Bar/bat mitzvah t-shirts

Anonymous
It is hardly tone deaf to not invite 1000 kids in a grade to a party. If your child was not invited by a friend, then obviously they need to rethink that friendship. If your child has no friends having a Bar Mitzvah, why would this possibly upset them?! Teach your kids to live in the world. They are not babies and they can’t have everything they want.

This is absolutely ridiculous.
Anonymous
Anonymous wrote:It is hardly tone deaf to not invite 1000 kids in a grade to a party. If your child was not invited by a friend, then obviously they need to rethink that friendship. If your child has no friends having a Bar Mitzvah, why would this possibly upset them?! Teach your kids to live in the world. They are not babies and they can’t have everything they want.

This is absolutely ridiculous.



Tone deaf was referring to the t-shirts to advertise who went and who didn't. Nobody said you have to invite everyone. Just be discreet. Kids know they weren't invited. They don't need a reminder on Monday.
Anonymous
Anonymous wrote:
Anonymous wrote:
Anonymous wrote:It's a t-shirt or a sweatshirt. You people are insane. And we wonder why kids today have so much anxiety....



You are being a very literal thinker. Do you understand how paramount exclusion and inclusion are in middle school? Do you understand that there is no need to give out t-shirts which point out who was included? Sure kids already hear talk about it, but now you have a visual reminder. This is not about protecting special snowflakes. it is about basic human decency. You may not get it until one day you have your own life lesson with your own kid and suddenly it dawns on you that you were ignorant.


I'm a different poster, and someone who grew up in NY where bar/bat mitzvah t-shirts were very common. Kids wore them to school a couple of times, then made them their gym t-shirt or something. Some kids had a dozen, some kids had one or two. It was no big deal. Sometimes kids had a t-shirt from a kid's bar mitzvah and nobody liked that kid anyway. This is really not a big deal. Parents need to teach their kids not to see everything as a personal slight. Everyone can't be invited to everything.


If plenty of adults get their feathers ruffled not being invited to weddings or other social events, then you can assume even more middle schools get upset. It's enough they listen to people talking about. Now you have to be reminded everytime you see that obnoxious t-shirt. Plus, what are you teaching to bar mitzvah boy when you give out t-shirts commemorating his birthday party? T-shirts are for school events, sports teams and that sort of thing. No need to encourage narcissism.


#### Activity
Within the material below, how many lines include "category"? Answer with the count only.

** Opening Extracted entries block **

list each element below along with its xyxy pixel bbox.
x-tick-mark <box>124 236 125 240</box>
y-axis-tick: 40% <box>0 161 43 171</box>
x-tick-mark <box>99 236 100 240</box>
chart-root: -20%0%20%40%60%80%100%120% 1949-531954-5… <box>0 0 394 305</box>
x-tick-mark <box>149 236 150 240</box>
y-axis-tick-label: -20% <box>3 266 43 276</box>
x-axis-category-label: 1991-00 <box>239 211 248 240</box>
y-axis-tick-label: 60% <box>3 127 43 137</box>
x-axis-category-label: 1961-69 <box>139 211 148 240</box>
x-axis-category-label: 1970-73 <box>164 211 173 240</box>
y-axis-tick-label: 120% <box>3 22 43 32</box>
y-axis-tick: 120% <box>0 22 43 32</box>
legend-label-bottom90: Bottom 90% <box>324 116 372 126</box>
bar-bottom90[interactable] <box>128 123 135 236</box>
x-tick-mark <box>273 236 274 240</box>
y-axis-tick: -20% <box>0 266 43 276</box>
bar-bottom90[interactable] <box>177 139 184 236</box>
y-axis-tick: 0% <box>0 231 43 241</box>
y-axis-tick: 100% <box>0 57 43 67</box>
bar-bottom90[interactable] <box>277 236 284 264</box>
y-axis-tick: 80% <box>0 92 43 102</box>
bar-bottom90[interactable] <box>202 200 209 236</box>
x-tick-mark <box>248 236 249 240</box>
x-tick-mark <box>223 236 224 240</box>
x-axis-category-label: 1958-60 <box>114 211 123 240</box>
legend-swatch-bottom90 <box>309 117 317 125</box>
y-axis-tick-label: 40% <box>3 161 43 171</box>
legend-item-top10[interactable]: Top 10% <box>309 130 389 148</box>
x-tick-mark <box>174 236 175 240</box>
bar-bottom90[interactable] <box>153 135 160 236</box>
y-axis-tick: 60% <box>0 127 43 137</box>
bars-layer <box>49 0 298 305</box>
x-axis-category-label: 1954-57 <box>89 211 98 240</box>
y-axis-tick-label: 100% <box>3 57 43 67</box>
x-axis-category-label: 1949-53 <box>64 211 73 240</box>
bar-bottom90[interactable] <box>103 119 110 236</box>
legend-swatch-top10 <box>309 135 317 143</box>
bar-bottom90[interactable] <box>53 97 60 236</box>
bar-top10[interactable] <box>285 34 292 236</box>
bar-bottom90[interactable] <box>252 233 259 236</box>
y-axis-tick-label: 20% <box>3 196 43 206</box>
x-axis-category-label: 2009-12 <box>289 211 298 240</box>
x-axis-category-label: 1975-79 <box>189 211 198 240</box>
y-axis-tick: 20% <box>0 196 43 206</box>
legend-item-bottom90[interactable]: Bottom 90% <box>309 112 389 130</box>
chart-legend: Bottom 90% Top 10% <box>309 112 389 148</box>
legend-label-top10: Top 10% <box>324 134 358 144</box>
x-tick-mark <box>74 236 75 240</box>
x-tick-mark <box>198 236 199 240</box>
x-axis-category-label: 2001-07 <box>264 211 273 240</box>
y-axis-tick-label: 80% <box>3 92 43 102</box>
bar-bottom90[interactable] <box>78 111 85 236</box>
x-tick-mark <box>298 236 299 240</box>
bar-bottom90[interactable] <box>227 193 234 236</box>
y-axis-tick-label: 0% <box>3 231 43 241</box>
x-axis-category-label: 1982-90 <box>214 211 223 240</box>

** Closing Extracted entries block **

#### Response to this task
10